March 16, 2017

Huntington UTEC Employees Feel Forgotten

Original story from   WBOI-FM

Article origination WBOI-FM
The UTEC factory in Huntington. - Courtesy/Jenni Lobdell

The UTEC factory in Huntington.

Courtesy/Jenni Lobdell

Layoffs have now started at the United Technologies Electronic Control factory in Huntington, Indiana. Although its parent company United Technologies announced more than a year ago that UTEC and its sister company Carrier would move to Mexico, the first round of layoffs just started last Friday, according to a company spokesperson.

Family Business

Jenni Lobdell had been working at United Technologies Electronic Control for about five years when she got pregnant with her son Mason. Now, 18 years later, Mason also works at UTEC.

When her son was hired, Lobdell says many of her coworkers remembered when he was born.

“For the first two months, that’s all everybody said was, ‘Oh my gosh, you’re Jenni’s son.’ They remembered me pregnant with him, and now he’s working there,” Lodbell said.

Lobdell has worked at UTEC for 23 years now. Her husband Chad has worked there for 18. But when their son Mason took the job last year, he knew it would be temporary. United Technologies, a Connecticut-based company, is moving its Indiana factories, Carrier and UTEC, to Mexico.

Background

In February of 2016, United Technologies announced the move, which will cost more than 1,000 Hoosier workers their jobs. About 740 of those jobs will be in Huntington, 40 miles west of Fort Wayne.

The city has a population of 17,000 people. Its mayor, Republican Brooks Fetters, says he thinks the displaced workers will be able to find other jobs in Northeast Indiana. But UTEC employee Lisa Southerland disagrees.

“The mayor says, ‘Oh, we can absorb…’ Really, 700 and some jobs you can absorb? Is he crazy?” she asked.

 
Southerland is a single mother who has relied on her UTEC salary for more than a quarter of a century. She is currently going to school to become a medical assistant, but she’s 52 years old, and worries about her ability to transition to a new career at this age.
 
“It’s hard to think about this chapter of our lives being over, but it’s even worse thinking about what we’re going to do in the future,” Southerland said. “At least together we have each other. When we’re separated, we lose that.”
 
The future is unclear for many of the workers. There was some hopeful optimism from employees and city officials that President Donald Trump would be able to save some jobs in Huntington. But the focus during the election was on Carrier, UTEC’s sister company in Indianapolis.
 
Shortly after Trump was elected, United Technologies announced it would keep some jobs in Indy, and Trump declared his negotiations with the company a success. There are disputes over the number of jobs President Trump saved, but none of them were in Huntington.
 
Mayor Fetters says he’s tried to call attention to United Technologies’ Northeast Indiana factory. He says he’s tried to contact former governor and now-Vice President Mike Pence.
 
“Back in the fall, I sent an email to Gov. Pence, didn’t hear anything back from him or his staff,” Fetters said. “I understood he was a little busy at the time, but certainly would have expected to hear something from someone.”
 
Despite feeling left behind, Fetters says the city will move forward. He says laid-off workers should be able to find new jobs in Northeast Indiana, but he’s concerned they won’t pay as much as UTEC.
 
“I think the biggest hit for us, tangible, is the loss of meaningful jobs that have meant something to people who call this area home for the last 30 years. They’re going to miss out on a lot of friendships, a lot of camaraderie,” he said. “There’s not only the economic piece, but also I think for the employees there, the emotional piece.”

 

More Than a Job

It will have an emotional impact on employees like Lisa Southerland, whose husband also worked at UTEC. They met as coworkers in 1991, started dating, and married in 1995.

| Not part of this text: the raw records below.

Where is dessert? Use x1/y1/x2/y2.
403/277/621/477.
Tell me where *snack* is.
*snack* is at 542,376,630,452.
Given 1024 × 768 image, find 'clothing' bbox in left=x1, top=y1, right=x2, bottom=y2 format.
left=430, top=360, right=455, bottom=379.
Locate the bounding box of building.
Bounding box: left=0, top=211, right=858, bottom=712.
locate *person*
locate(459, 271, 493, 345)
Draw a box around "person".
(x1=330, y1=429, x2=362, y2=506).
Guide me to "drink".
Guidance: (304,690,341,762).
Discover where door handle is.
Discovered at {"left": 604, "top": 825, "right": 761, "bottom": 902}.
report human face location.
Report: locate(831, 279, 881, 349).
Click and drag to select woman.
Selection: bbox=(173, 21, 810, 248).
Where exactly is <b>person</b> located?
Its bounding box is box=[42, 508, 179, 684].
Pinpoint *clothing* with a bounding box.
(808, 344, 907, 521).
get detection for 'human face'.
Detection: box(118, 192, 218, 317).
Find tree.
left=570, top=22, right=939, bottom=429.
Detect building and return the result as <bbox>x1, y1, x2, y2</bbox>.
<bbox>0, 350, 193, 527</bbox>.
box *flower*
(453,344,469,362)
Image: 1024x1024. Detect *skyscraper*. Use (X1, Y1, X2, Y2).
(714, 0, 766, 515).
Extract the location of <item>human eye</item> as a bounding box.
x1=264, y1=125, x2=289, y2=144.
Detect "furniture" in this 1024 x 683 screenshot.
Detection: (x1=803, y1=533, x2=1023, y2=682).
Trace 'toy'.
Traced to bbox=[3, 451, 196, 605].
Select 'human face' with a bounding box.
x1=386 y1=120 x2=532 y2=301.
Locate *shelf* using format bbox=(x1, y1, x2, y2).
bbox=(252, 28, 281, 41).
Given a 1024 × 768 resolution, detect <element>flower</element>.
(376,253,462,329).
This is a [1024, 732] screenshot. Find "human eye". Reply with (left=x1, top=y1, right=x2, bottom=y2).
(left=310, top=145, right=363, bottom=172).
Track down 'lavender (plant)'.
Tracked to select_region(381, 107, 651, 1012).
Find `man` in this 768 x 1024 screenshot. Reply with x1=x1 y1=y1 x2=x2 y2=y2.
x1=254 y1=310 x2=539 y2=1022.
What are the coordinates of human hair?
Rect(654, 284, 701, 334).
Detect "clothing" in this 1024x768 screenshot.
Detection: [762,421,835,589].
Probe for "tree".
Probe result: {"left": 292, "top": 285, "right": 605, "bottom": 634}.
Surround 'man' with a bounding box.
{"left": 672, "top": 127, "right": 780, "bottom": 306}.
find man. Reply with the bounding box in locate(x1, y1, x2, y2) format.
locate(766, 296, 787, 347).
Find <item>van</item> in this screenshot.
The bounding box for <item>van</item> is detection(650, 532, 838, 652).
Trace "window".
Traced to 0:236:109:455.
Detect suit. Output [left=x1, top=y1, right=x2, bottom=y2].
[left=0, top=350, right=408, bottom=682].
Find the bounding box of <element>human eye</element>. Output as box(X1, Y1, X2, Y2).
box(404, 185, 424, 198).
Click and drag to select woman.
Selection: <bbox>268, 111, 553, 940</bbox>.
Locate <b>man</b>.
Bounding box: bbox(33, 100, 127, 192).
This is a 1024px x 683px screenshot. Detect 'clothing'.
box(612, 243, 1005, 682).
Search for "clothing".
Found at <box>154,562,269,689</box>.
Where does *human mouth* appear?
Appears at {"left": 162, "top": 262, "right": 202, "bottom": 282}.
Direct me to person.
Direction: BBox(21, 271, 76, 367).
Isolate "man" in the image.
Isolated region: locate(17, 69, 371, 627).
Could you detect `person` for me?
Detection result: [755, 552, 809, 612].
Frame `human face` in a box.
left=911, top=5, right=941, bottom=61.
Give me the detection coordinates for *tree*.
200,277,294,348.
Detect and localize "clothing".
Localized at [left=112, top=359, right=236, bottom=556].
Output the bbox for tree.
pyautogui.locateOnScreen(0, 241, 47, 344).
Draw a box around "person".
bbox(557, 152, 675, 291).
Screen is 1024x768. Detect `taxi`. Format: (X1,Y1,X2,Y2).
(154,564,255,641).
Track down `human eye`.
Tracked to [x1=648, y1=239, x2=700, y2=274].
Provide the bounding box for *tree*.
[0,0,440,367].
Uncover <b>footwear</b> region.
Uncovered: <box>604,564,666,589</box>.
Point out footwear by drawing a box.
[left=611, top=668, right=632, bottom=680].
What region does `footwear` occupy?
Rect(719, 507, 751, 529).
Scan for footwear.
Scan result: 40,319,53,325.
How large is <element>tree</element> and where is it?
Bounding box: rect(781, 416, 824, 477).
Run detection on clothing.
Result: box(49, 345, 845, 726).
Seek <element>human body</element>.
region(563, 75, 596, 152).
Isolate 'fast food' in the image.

But in 2011, he died of a sudden heart attack. Her coworkers at the factory were a huge support system after her loss, but she worries they won’t keep in touch after the factory shuts down.

“You say you’re going to, but you know how that is. Life happens,” Southerland said. “You’ll try, but will it be the same? No. That’s going to be our past.”

Although Southerland worries about caring for her 16-year-old daughter alone without a job, and although Jenni Lobdell worries about what will happen to her family now that she, her son and her husband all face unemployment, everyone I talk to says the same thing: they worry about those who have it worse. They worry about people in their 60s who had planned on working a few more years until retirement, but are now unlikely to find a new job. They worry about people without any education, who don’t even have a high school diploma. There are many stories like this.

The first layoffs started March 10, with 50 employees voluntarily leaving, according to a UTEC spokesperson. Layoffs will continue until the factory is completely shut down in 2018.

Southerland says some employees wanted to go because they didn’t want to watch the factory, which has been their lives for decades, disappear. But others, like her, want to hang on until the very last day, when she envisions her close group of friends and colleagues huddled together in the empty factory, saying their goodbyes.